Surgery can be a triumph of co-operation, the procedure evolving as a result of joint action between multiple participants. The communication that mediates the joint action of surgery is conveyed by verbal but particularly by non-verbal signals. Competing priorities superimposed by surgical learning must also be negotiated within this context and this paper draws on techniques of systemic functional linguistics to observe and analyse the flow of information during such a phase of surgery.
The cultural perturbations created by 11 September (9/11) have produced a layering of discourses. These layers offer a remarkable opportunity for interpreting ideology in relation to text construction. We examine two degrees of this textual dispersion: first, the motivated selection in the crafting of President Bush’s first speech after 9/11; and second, the speech by British Lieutenant Colonel Tim Collins as he exhorts his troops before engagement in the war against Iraq of 2003. The texts are remarkable for their similarities and their differences – two different contexts in which humans are called to enact policy which involves behaviour that should be abhorrent. Bush presents an asymmetrical world (in moral, not economic, terms); and this asymmetry is mainly expressed in the consistent allocation of grammatical roles. Collins presents the regiment’s task as a family mission, with dramatic switching between positive constructions of an Old Testament Iraq and the regiment (‘family’) on the one hand, and the ‘rightful destruction’ of the enemy, on the other hand. Again, but in more varied ways, it is the grammar which carries the burden of discriminating between those to be protected and those to be targeted. Ideology in language follows from the fact that we can construct multiple versions of the ‘same’ physical, biological, social and semiotic events.
The risk communication aid appears to be beneficial; breast cancer genetics knowledge improved in some areas and importantly, risk perceptions improved in the cohort receiving the communication aid. Psychological measures showed no difference in anxiety or depression between the group receiving the communication aid and the comparison cohort. Women and clinicians were very positive about the usefulness of the communication aid as an adjunct to the genetic counseling consultation.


Without the pictures, return each record as it appears.

### DATA SUPPLIED:
_ _ _ _ _ _ _

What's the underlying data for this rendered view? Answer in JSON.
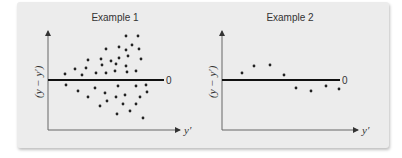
{
  "chart_data": [
    {
      "type": "scatter",
      "title": "Example 1",
      "xlabel": "y'",
      "ylabel": "(y − y')",
      "reference_line": {
        "y": 0,
        "label": "0"
      },
      "grid": false,
      "points_px": [
        [
          126,
          36
        ],
        [
          138,
          36
        ],
        [
          106,
          49
        ],
        [
          119,
          47
        ],
        [
          126,
          50
        ],
        [
          132,
          45
        ],
        [
          139,
          49
        ],
        [
          88,
          60
        ],
        [
          101,
          59
        ],
        [
          111,
          61
        ],
        [
          119,
          58
        ],
        [
          128,
          56
        ],
        [
          141,
          59
        ],
        [
          75,
          69
        ],
        [
          86,
          68
        ],
        [
          102,
          65
        ],
        [
          116,
          64
        ],
        [
          126,
          66
        ],
        [
          65,
          74
        ],
        [
          82,
          75
        ],
        [
          96,
          73
        ],
        [
          106,
          73
        ],
        [
          115,
          71
        ],
        [
          127,
          72
        ],
        [
          136,
          71
        ],
        [
          66,
          85
        ],
        [
          78,
          91
        ],
        [
          95,
          88
        ],
        [
          118,
          86
        ],
        [
          136,
          86
        ],
        [
          146,
          85
        ],
        [
          88,
          97
        ],
        [
          105,
          93
        ],
        [
          116,
          97
        ],
        [
          125,
          95
        ],
        [
          140,
          97
        ],
        [
          147,
          92
        ],
        [
          100,
          106
        ],
        [
          107,
          101
        ],
        [
          123,
          104
        ],
        [
          136,
          104
        ],
        [
          117,
          114
        ],
        [
          130,
          111
        ],
        [
          143,
          118
        ]
      ]
    },
    {
      "type": "scatter",
      "title": "Example 2",
      "xlabel": "y'",
      "ylabel": "(y − y')",
      "reference_line": {
        "y": 0,
        "label": "0"
      },
      "grid": false,
      "points_px": [
        [
          242,
          73
        ],
        [
          254,
          66
        ],
        [
          270,
          65
        ],
        [
          284,
          75
        ],
        [
          296,
          88
        ],
        [
          311,
          91
        ],
        [
          326,
          86
        ],
        [
          339,
          89
        ]
      ]
    }
  ],
  "charts": [
    {
      "title": "Example 1",
      "zero_label": "0",
      "xlabel": "y′",
      "ylabel": "(y − y′)"
    },
    {
      "title": "Example 2",
      "zero_label": "0",
      "xlabel": "y′",
      "ylabel": "(y − y′)"
    }
  ],
  "colors": {
    "panel": "#ececec",
    "ink": "#222222",
    "axis": "#555555"
  }
}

_ _ _ _ _ _ _

### SOLUTION FOR THIS PROBLEM:
What's the underlying data for this rendered view? Answer in JSON.
{
  "chart_data": [
    {
      "type": "scatter",
      "title": "Example 1",
      "xlabel": "y'",
      "ylabel": "(y − y')",
      "reference_line": {
        "y": 0,
        "label": "0"
      },
      "grid": false,
      "points_px": [
        [
          126,
          36
        ],
        [
          138,
          36
        ],
        [
          106,
          49
        ],
        [
          119,
          47
        ],
        [
          126,
          50
        ],
        [
          132,
          45
        ],
        [
          139,
          49
        ],
        [
          88,
          60
        ],
        [
          101,
          59
        ],
        [
          111,
          61
        ],
        [
          119,
          58
        ],
        [
          128,
          56
        ],
        [
          141,
          59
        ],
        [
          75,
          69
        ],
        [
          86,
          68
        ],
        [
          102,
          65
        ],
        [
          116,
          64
        ],
        [
          126,
          66
        ],
        [
          65,
          74
        ],
        [
          82,
          75
        ],
        [
          96,
          73
        ],
        [
          106,
          73
        ],
        [
          115,
          71
        ],
        [
          127,
          72
        ],
        [
          136,
          71
        ],
        [
          66,
          85
        ],
        [
          78,
          91
        ],
        [
          95,
          88
        ],
        [
          118,
          86
        ],
        [
          136,
          86
        ],
        [
          146,
          85
        ],
        [
          88,
          97
        ],
        [
          105,
          93
        ],
        [
          116,
          97
        ],
        [
          125,
          95
        ],
        [
          140,
          97
        ],
        [
          147,
          92
        ],
        [
          100,
          106
        ],
        [
          107,
          101
        ],
        [
          123,
          104
        ],
        [
          136,
          104
        ],
        [
          117,
          114
        ],
        [
          130,
          111
        ],
        [
          143,
          118
        ]
      ]
    },
    {
      "type": "scatter",
      "title": "Example 2",
      "xlabel": "y'",
      "ylabel": "(y − y')",
      "reference_line": {
        "y": 0,
        "label": "0"
      },
      "grid": false,
      "points_px": [
        [
          242,
          73
        ],
        [
          254,
          66
        ],
        [
          270,
          65
        ],
        [
          284,
          75
        ],
        [
          296,
          88
        ],
        [
          311,
          91
        ],
        [
          326,
          86
        ],
        [
          339,
          89
        ]
      ]
    }
  ],
  "charts": [
    {
      "title": "Example 1",
      "zero_label": "0",
      "xlabel": "y′",
      "ylabel": "(y − y′)"
    },
    {
      "title": "Example 2",
      "zero_label": "0",
      "xlabel": "y′",
      "ylabel": "(y − y′)"
    }
  ],
  "colors": {
    "panel": "#ececec",
    "ink": "#222222",
    "axis": "#555555"
  }
}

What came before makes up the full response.